Economists switched from reminding people that the stock market is not the same as the economy to declaring that the stock market had become fully unhinged from reality, as the shift to working, communicating and buying from home enriched the tech giants.

Cancel Culture and the War on Woke

Who’s In Charge of Cancel Culture  By Benjamin Wallace-Wells, The New Yorker

Outlawing Wokeness  By Sean Illing, Vox

From PC to Woke  By Otto English, Byline Times

‘Islamo-Leftism’ Haunts France  By Didier Fassin, The Guardian 

When Cons Cancel  By Keith Baldwin, Popdust 

J6 and Race: Two Takes

If the Tables Had Been Turned By Tal Axelrod, The Hill

Cori Bush Bursts the Bubble By Tessa Stuart, Rolling Stone 

The Year of Anxiety

By Liv McConnell
Teen Vogue

Our brains react to a “perceived” threat as if it is a real threat, and it triggers a need to reach safety.

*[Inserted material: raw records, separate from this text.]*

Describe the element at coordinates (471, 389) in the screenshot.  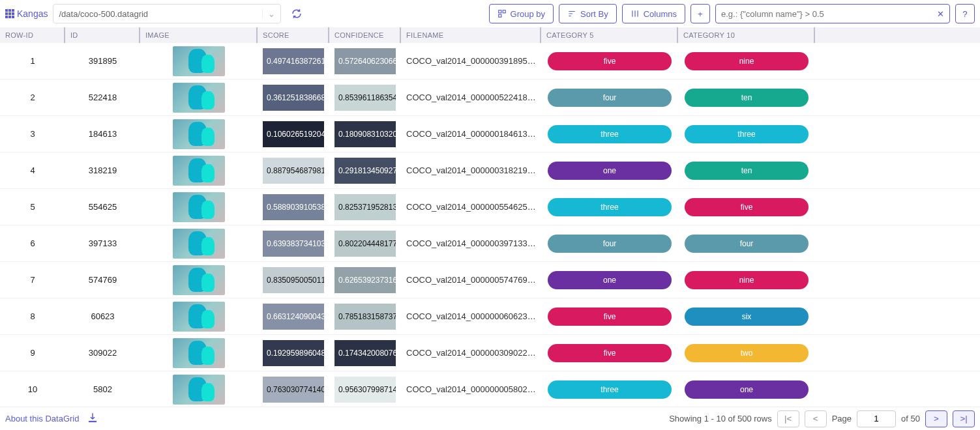
I see `cell-filename: COCO_val2014_000000005802.jpg` at that location.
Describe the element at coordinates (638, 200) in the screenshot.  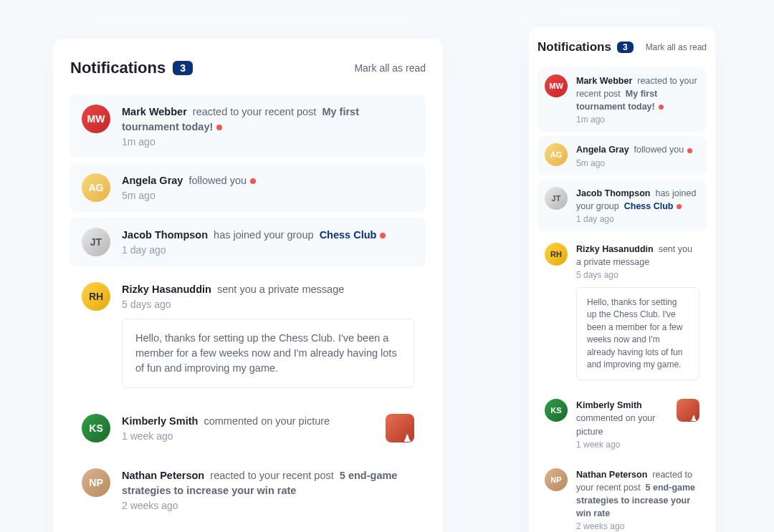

What complicates this need is that many of us can’t yet because the pandemic is still very much ongoing. 

The Year Without Theater

By Helen Shaw
New York Magazine

celebrate that our theaters closed, because it’s one of the few ways we’ve protected our people, by acknowledging that they were not essential. 

Return to the Workplace?

By Kathryn Vasel
CNN

The pandemic’s impact on the global workforce may have changed things forever.